Published online by Cambridge University Press: 28 March 2008
During the late nineteenth century the United States lost their former place in the imagination of Europe, and by 1900 the accusations of immaturity, materialism and indiscriminate self-praise, formerly the stock-in-trade of conservative critics, had been accepted by the European left. In spite of attempts to treat this as an ‘age of enterprise’ modern Americans have been inclined to echo these criticisms, and ‘the Gilded Age’, with its implications of ostentatious wealth and intrinsic worthlessness, remains the popular label. Yet America remained the land of opportunity both for millions of poor European migrants and for well-to-do investors, and Americans themselves moved from the doubts and divisions of civil war to self-confidence, to social stability, and to a surprising uniformity in their fundamental beliefs.
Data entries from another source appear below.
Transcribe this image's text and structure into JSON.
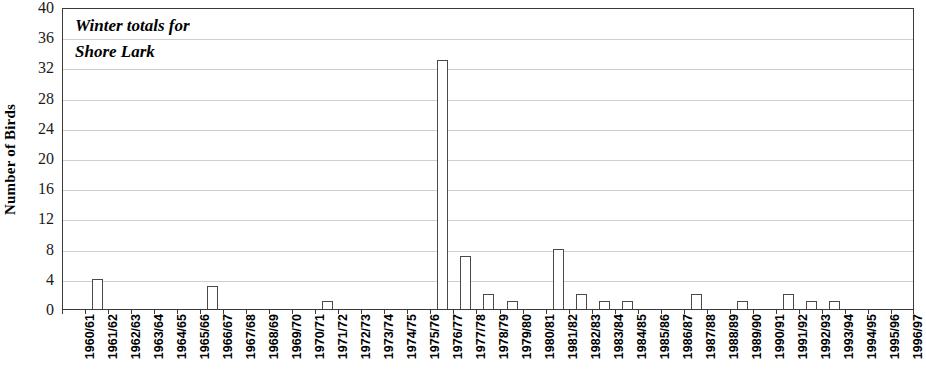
{
  "chart_data": {
    "type": "bar",
    "title_lines": [
      "Winter totals for",
      "Shore Lark"
    ],
    "xlabel": "",
    "ylabel": "Number of Birds",
    "ylim": [
      0,
      40
    ],
    "ytick_step": 4,
    "yticks": [
      0,
      4,
      8,
      12,
      16,
      20,
      24,
      28,
      32,
      36,
      40
    ],
    "grid": true,
    "grid_axis": "y",
    "legend": null,
    "bar_fill_color": "#ffffff",
    "bar_edge_color": "#4a4a4a",
    "grid_color": "#cfcfcf",
    "axis_color": "#3a3a3a",
    "categories": [
      "1960/61",
      "1961/62",
      "1962/63",
      "1963/64",
      "1964/65",
      "1965/66",
      "1966/67",
      "1967/68",
      "1968/69",
      "1969/70",
      "1970/71",
      "1971/72",
      "1972/73",
      "1973/74",
      "1974/75",
      "1975/76",
      "1976/77",
      "1977/78",
      "1978/79",
      "1979/80",
      "1980/81",
      "1981/82",
      "1982/83",
      "1983/84",
      "1984/85",
      "1985/86",
      "1986/87",
      "1987/88",
      "1988/89",
      "1989/90",
      "1990/91",
      "1991/92",
      "1992/93",
      "1993/94",
      "1994/95",
      "1995/96",
      "1996/97"
    ],
    "values": [
      0,
      4,
      0,
      0,
      0,
      0,
      3,
      0,
      0,
      0,
      0,
      1,
      0,
      0,
      0,
      0,
      33,
      7,
      2,
      1,
      0,
      8,
      2,
      1,
      1,
      0,
      0,
      2,
      0,
      1,
      0,
      2,
      1,
      1,
      0,
      0,
      0
    ]
  }
}
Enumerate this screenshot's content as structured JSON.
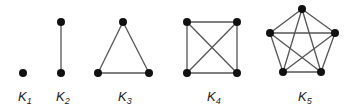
{
  "diagram": {
    "edge_color": "#555555",
    "node_color": "#111111",
    "graphs": [
      {
        "name": "K1",
        "label_main": "K",
        "label_sub": "1",
        "label_pos": [
          18,
          101
        ],
        "nodes": [
          [
            23,
            73
          ]
        ],
        "edges": []
      },
      {
        "name": "K2",
        "label_main": "K",
        "label_sub": "2",
        "label_pos": [
          56,
          101
        ],
        "nodes": [
          [
            61,
            22
          ],
          [
            61,
            73
          ]
        ],
        "edges": [
          [
            0,
            1
          ]
        ]
      },
      {
        "name": "K3",
        "label_main": "K",
        "label_sub": "3",
        "label_pos": [
          118,
          101
        ],
        "nodes": [
          [
            123,
            22
          ],
          [
            98,
            73
          ],
          [
            149,
            73
          ]
        ],
        "edges": [
          [
            0,
            1
          ],
          [
            0,
            2
          ],
          [
            1,
            2
          ]
        ]
      },
      {
        "name": "K4",
        "label_main": "K",
        "label_sub": "4",
        "label_pos": [
          207,
          101
        ],
        "nodes": [
          [
            187,
            22
          ],
          [
            237,
            22
          ],
          [
            187,
            73
          ],
          [
            237,
            73
          ]
        ],
        "edges": [
          [
            0,
            1
          ],
          [
            0,
            2
          ],
          [
            0,
            3
          ],
          [
            1,
            2
          ],
          [
            1,
            3
          ],
          [
            2,
            3
          ]
        ]
      },
      {
        "name": "K5",
        "label_main": "K",
        "label_sub": "5",
        "label_pos": [
          298,
          101
        ],
        "nodes": [
          [
            302,
            9
          ],
          [
            270,
            33
          ],
          [
            335,
            33
          ],
          [
            283,
            72
          ],
          [
            321,
            72
          ]
        ],
        "edges": [
          [
            0,
            1
          ],
          [
            0,
            2
          ],
          [
            0,
            3
          ],
          [
            0,
            4
          ],
          [
            1,
            2
          ],
          [
            1,
            3
          ],
          [
            1,
            4
          ],
          [
            2,
            3
          ],
          [
            2,
            4
          ],
          [
            3,
            4
          ]
        ]
      }
    ]
  }
}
Movements of protest and criticism appealed to a traditional stock of American principles; proposals for radical change in the political, social and economic system won little support. For critics and conservatives alike the American utopia remained America.
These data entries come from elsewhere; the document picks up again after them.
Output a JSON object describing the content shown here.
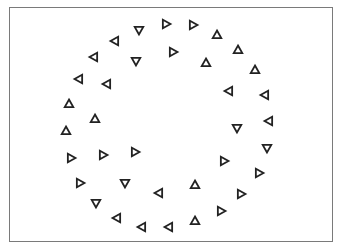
{
  "figure": {
    "stroke_color": "#222222",
    "frame_color": "#7a7a7a",
    "triangle_size": 9,
    "triangles": [
      {
        "x": 139,
        "y": 30,
        "dir": "down"
      },
      {
        "x": 166,
        "y": 24,
        "dir": "right"
      },
      {
        "x": 193,
        "y": 25,
        "dir": "right"
      },
      {
        "x": 217,
        "y": 35,
        "dir": "up"
      },
      {
        "x": 238,
        "y": 50,
        "dir": "up"
      },
      {
        "x": 115,
        "y": 41,
        "dir": "left"
      },
      {
        "x": 94,
        "y": 57,
        "dir": "left"
      },
      {
        "x": 136,
        "y": 61,
        "dir": "down"
      },
      {
        "x": 173,
        "y": 52,
        "dir": "right"
      },
      {
        "x": 206,
        "y": 63,
        "dir": "up"
      },
      {
        "x": 79,
        "y": 79,
        "dir": "left"
      },
      {
        "x": 107,
        "y": 84,
        "dir": "left"
      },
      {
        "x": 255,
        "y": 70,
        "dir": "up"
      },
      {
        "x": 229,
        "y": 91,
        "dir": "left"
      },
      {
        "x": 265,
        "y": 95,
        "dir": "left"
      },
      {
        "x": 69,
        "y": 104,
        "dir": "up"
      },
      {
        "x": 95,
        "y": 119,
        "dir": "up"
      },
      {
        "x": 237,
        "y": 128,
        "dir": "down"
      },
      {
        "x": 269,
        "y": 121,
        "dir": "left"
      },
      {
        "x": 66,
        "y": 131,
        "dir": "up"
      },
      {
        "x": 71,
        "y": 158,
        "dir": "right"
      },
      {
        "x": 103,
        "y": 155,
        "dir": "right"
      },
      {
        "x": 135,
        "y": 152,
        "dir": "right"
      },
      {
        "x": 267,
        "y": 148,
        "dir": "down"
      },
      {
        "x": 80,
        "y": 183,
        "dir": "right"
      },
      {
        "x": 125,
        "y": 183,
        "dir": "down"
      },
      {
        "x": 224,
        "y": 161,
        "dir": "right"
      },
      {
        "x": 259,
        "y": 173,
        "dir": "right"
      },
      {
        "x": 96,
        "y": 203,
        "dir": "down"
      },
      {
        "x": 159,
        "y": 193,
        "dir": "left"
      },
      {
        "x": 195,
        "y": 185,
        "dir": "up"
      },
      {
        "x": 241,
        "y": 194,
        "dir": "right"
      },
      {
        "x": 117,
        "y": 218,
        "dir": "left"
      },
      {
        "x": 142,
        "y": 227,
        "dir": "left"
      },
      {
        "x": 169,
        "y": 227,
        "dir": "left"
      },
      {
        "x": 195,
        "y": 221,
        "dir": "up"
      },
      {
        "x": 221,
        "y": 211,
        "dir": "right"
      }
    ]
  }
}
The period was dominated by the rise of a highly developed industrial and capitalist society in the North and Mid-West. This society experienced internal tensions similar to those of other industrial societies, but avoided the great fissure of politics based on class. Until the last years of the century it did not encounter the problem of dependencies overseas, but it faced comparable problems in its relationship with the less-developed rural regions occupying a greater part of the territory of the United States.